The headline quote came from Rep. Eli Crane (R-Ariz.), a former Navy SEAL who served in combat. He asked the assembled panel of AI executives, academics, and industry leaders a question that is not normally asked in congressional proceedings:
"Does anyone on this panel feel or believe, in any way, that as we are going down the road in this AI race, we might be simultaneously engineering our own destruction?"
Nobody said no. Not outright, anyway.
The Youngest Member of Congress Sees Fire
Rep. Maxwell Frost (D-Fla.), currently the youngest member of Congress, offered both optimism about AI's potential to cure diseases and boost the economy, and a stark warning about institutional speed.
"I don't have faith in this institution to actually put the common sense guardrails in place. And then we fast forward ten years, and the house is on fire. That won't be good for anybody, whether it's the industry or working families and people, or this institution itself."

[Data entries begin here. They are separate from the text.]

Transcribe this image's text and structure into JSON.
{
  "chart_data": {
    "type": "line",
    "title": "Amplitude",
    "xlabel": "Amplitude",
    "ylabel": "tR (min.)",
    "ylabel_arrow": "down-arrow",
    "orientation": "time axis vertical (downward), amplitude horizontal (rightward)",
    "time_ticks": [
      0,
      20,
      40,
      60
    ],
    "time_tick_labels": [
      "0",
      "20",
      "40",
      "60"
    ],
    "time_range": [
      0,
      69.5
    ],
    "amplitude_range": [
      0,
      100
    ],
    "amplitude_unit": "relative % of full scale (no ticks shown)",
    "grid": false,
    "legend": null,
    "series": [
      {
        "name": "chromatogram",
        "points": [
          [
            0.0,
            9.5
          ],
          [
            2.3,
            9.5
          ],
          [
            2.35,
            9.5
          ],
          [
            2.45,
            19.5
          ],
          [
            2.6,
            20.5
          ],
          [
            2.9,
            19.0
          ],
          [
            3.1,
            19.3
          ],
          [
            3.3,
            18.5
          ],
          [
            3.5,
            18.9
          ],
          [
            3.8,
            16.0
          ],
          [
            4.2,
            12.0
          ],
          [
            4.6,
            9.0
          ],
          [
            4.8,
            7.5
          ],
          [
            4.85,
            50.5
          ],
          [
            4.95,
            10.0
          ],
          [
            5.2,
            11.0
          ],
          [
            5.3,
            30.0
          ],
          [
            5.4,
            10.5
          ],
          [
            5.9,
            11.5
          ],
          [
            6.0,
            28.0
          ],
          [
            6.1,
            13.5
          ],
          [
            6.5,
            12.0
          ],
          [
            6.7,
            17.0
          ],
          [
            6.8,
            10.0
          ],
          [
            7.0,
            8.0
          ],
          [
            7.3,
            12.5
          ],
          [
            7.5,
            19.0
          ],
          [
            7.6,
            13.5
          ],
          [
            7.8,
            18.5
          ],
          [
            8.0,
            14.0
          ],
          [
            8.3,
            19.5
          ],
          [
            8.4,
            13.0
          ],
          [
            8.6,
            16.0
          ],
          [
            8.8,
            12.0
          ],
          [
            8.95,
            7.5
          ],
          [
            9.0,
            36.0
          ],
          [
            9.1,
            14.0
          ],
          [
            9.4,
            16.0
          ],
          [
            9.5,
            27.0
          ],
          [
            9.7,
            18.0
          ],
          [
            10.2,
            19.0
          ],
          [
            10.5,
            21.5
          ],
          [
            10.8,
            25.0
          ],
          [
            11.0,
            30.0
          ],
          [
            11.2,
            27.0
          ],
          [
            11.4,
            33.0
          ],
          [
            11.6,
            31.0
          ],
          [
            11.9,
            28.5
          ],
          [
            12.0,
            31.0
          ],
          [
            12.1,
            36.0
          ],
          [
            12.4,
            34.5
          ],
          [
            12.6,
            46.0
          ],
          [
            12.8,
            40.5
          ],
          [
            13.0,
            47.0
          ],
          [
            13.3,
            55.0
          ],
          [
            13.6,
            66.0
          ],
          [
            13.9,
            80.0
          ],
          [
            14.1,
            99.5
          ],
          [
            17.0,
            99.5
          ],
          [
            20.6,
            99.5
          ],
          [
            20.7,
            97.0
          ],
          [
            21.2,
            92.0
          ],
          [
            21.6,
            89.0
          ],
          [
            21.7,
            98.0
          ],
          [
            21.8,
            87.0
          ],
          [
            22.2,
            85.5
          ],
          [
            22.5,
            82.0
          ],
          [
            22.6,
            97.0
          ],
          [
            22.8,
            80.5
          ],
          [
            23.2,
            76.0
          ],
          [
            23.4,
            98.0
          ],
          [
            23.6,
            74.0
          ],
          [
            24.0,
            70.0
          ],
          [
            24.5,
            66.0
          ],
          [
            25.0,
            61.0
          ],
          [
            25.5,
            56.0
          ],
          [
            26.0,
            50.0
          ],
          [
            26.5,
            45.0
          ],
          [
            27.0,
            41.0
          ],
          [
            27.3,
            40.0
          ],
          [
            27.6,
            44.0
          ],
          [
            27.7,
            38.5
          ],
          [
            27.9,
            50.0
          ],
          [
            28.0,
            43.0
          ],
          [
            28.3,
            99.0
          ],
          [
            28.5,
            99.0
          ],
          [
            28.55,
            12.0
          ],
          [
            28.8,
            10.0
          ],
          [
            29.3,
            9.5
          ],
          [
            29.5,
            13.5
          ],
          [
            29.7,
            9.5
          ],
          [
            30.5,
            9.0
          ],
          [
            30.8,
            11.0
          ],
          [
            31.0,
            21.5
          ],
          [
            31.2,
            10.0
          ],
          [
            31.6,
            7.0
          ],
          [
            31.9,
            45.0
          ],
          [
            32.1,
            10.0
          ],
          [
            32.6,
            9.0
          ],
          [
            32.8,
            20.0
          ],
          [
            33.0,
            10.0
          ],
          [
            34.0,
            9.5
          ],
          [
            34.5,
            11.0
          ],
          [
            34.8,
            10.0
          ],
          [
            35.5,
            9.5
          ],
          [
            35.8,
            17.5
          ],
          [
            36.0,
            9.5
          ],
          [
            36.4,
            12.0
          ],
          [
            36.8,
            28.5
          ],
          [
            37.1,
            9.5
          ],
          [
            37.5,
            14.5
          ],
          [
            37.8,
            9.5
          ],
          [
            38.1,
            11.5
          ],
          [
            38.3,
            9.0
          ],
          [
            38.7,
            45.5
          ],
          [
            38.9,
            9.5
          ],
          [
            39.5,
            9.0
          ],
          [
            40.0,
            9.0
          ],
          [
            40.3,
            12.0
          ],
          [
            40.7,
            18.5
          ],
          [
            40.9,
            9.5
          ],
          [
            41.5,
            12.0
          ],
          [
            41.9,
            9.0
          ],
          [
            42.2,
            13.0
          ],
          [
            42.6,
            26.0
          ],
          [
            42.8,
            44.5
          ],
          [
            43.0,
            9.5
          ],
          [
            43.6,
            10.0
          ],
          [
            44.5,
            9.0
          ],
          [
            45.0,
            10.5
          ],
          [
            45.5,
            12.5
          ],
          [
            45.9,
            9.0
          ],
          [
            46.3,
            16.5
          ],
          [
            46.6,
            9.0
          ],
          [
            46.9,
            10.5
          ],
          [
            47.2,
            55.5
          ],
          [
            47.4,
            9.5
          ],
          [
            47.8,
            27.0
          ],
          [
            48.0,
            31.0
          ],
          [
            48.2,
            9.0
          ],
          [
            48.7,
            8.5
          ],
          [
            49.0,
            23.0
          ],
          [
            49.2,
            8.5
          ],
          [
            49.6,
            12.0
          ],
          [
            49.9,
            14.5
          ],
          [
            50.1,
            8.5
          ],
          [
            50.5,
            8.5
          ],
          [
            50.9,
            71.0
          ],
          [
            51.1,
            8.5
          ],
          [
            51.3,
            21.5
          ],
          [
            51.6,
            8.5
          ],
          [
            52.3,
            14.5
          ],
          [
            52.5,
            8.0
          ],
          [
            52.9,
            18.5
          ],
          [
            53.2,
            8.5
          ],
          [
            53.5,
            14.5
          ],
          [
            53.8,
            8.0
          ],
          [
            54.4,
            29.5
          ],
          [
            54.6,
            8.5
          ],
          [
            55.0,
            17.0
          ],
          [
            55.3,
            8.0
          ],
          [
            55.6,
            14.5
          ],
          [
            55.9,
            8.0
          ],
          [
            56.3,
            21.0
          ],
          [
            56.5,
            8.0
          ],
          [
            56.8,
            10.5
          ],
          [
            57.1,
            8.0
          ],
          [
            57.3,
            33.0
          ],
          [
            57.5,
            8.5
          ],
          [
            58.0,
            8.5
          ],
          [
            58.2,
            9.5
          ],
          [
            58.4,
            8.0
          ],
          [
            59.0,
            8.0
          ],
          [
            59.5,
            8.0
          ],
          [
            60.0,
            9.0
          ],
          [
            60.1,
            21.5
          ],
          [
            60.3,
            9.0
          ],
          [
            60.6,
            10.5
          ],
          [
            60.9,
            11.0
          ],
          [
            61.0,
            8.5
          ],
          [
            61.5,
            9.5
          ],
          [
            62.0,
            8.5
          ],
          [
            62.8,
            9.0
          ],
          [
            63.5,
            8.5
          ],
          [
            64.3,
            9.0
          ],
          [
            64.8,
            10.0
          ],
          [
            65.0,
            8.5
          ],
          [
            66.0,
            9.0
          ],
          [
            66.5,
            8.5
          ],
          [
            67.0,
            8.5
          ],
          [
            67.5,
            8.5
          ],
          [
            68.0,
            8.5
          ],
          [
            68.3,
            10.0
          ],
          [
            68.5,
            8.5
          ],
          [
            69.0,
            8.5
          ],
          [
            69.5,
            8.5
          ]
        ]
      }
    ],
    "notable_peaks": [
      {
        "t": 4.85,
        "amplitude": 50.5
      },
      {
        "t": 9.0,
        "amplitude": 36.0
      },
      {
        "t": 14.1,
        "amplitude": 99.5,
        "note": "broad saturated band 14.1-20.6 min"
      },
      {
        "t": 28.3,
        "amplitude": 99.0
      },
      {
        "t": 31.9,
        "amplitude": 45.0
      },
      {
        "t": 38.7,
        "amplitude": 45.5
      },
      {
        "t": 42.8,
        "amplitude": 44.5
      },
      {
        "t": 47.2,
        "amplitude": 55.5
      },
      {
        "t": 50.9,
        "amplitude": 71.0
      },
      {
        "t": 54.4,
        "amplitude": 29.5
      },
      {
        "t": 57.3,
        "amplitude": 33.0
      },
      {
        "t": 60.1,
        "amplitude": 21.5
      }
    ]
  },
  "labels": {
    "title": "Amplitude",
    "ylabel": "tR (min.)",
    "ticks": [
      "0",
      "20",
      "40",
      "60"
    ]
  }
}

Rep. Dave Min (D-Calif.) was even more direct: "If we don't start thinking properly and aggressively and proactively about the challenges that AI creates, I fear that we're going to have a revolution on our hands."
The Fears Were Specific
This was not a vague conversation about the future. Lawmakers brought concrete anxieties to the table. Rep. James Walkinshaw (D-Va.) raised the alarm that federal workers may already be feeding sensitive government data into AI chatbots. Rep. William Timmons (R-S.C.) asked whether creating AI-generated pornographic images using someone's likeness should be illegal. Rep. John McGuire (R-Va.) expressed concern that AI systems could override military personnel by refusing lethal actions due to the model's "moral" conclusions.

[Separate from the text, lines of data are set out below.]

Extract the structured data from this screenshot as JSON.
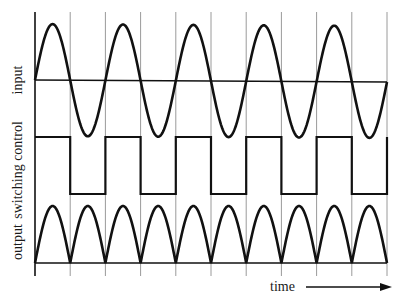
{
  "figure": {
    "labels": {
      "input": "input",
      "switching_control": "switching control",
      "output": "output",
      "time": "time"
    },
    "colors": {
      "trace": "#111111",
      "gridline": "#9a9a9a",
      "background": "#ffffff"
    },
    "layout": {
      "x_start": 35,
      "x_end": 387,
      "half_period_px": 35.2,
      "gridline_count": 11,
      "grid_top": 12,
      "grid_bottom": 276,
      "input_baseline_y": 80,
      "input_amplitude": 56,
      "switch_high_y": 137,
      "switch_low_y": 194,
      "output_baseline_y": 263,
      "output_amplitude": 57
    }
  },
  "chart_data": {
    "type": "line",
    "title": "",
    "xlabel": "time",
    "ylabel": "",
    "grid": "vertical lines at every half-period (zero crossings)",
    "series": [
      {
        "name": "input",
        "shape": "sine",
        "cycles": 5,
        "description": "full sine wave starting at zero, rising first"
      },
      {
        "name": "switching control",
        "shape": "square",
        "half_periods": 10,
        "values": [
          1,
          0,
          1,
          0,
          1,
          0,
          1,
          0,
          1,
          0
        ],
        "description": "high during positive half-cycles, low during negative half-cycles"
      },
      {
        "name": "output",
        "shape": "full-wave rectified sine",
        "humps": 10,
        "description": "|sin| — each half-cycle appears as a positive hump"
      }
    ]
  }
}
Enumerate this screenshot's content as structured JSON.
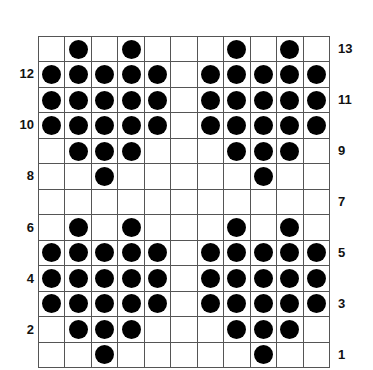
{
  "grid": {
    "columns": 11,
    "rows": 13,
    "dot_color": "#000000",
    "line_color": "#555555",
    "pattern": [
      "01010001010",
      "11111011111",
      "11111011111",
      "11111011111",
      "01110001110",
      "00100000100",
      "00000000000",
      "01010001010",
      "11111011111",
      "11111011111",
      "11111011111",
      "01110001110",
      "00100000100"
    ]
  },
  "row_labels": {
    "left": [
      {
        "row_from_top": 1,
        "text": "12"
      },
      {
        "row_from_top": 3,
        "text": "10"
      },
      {
        "row_from_top": 5,
        "text": "8"
      },
      {
        "row_from_top": 7,
        "text": "6"
      },
      {
        "row_from_top": 9,
        "text": "4"
      },
      {
        "row_from_top": 11,
        "text": "2"
      }
    ],
    "right": [
      {
        "row_from_top": 0,
        "text": "13"
      },
      {
        "row_from_top": 2,
        "text": "11"
      },
      {
        "row_from_top": 4,
        "text": "9"
      },
      {
        "row_from_top": 6,
        "text": "7"
      },
      {
        "row_from_top": 8,
        "text": "5"
      },
      {
        "row_from_top": 10,
        "text": "3"
      },
      {
        "row_from_top": 12,
        "text": "1"
      }
    ]
  }
}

Rep. Yassamin Ansari (D-Ariz.) brought up the Trump administration's use of AI in the war with Iran, the technology's intensive energy usage, and its potential effects on the climate.
The elephant in the room was Anthropic. Multiple lawmakers referenced the company's recent disclosure that its Mythos AI model has capabilities so powerful that it limited its use to select customers because of its apparent ability to bypass traditional cybersecurity and hack major institutions.

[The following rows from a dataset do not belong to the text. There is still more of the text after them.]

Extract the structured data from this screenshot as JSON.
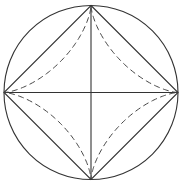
{
  "diagram": {
    "elements": [
      {
        "id": "circle",
        "style": "solid"
      },
      {
        "id": "inscribed-square",
        "style": "solid"
      },
      {
        "id": "horizontal-diameter",
        "style": "solid"
      },
      {
        "id": "vertical-diameter",
        "style": "solid"
      },
      {
        "id": "astroid",
        "style": "dashed",
        "cusps": 4
      }
    ],
    "colors": {
      "line": "#333333",
      "dashed": "#444444",
      "background": "#ffffff"
    }
  }
}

Industry Said: Trust Us, But Also Fund Safety Research
Robert Atkinson, founder of the Information Technology and Innovation Foundation, told lawmakers: "I don't think it's going to kill us. At the same time, I do think it's important for the federal government to seriously fund AI safety research. We need to know a lot more about how the models work."
Mark Beall, president of government affairs at the AI Policy Network and a former Pentagon official, warned that Congress risked the country losing its competitive edge on AI if it did not act on key national security concerns.
But the most pointed remark came from George Washington University law professor Spencer Overton, who told lawmakers: "Constituents are looking for you, not for companies, to step up and protect them. They're trusting you, the person that they voted for, to do that, as opposed to companies. That's the way the system works, right?"
The Gap Between Awe and Action
The roundtable captured a Congress caught between fascination and fear. Rep. Eric Burlison (R-Mo.) opened the meeting by marveling at how one panelist's company used AI to automate manufacturing, calling it "the closest thing to Star Trek I've ever seen." He then asked how congressional districts should attract AI firms for business.
That is the tension in one room: one lawmaker asking how to build an AI economy in his district while another asks whether the technology will end civilization. Both questions are sincere. Neither has been answered.
Thursday's roundtable happened while the rest of Congress debated surveillance powers, the war with Iran, and DHS funding. AI was the quieter meeting. The quotes suggest it might be the louder problem.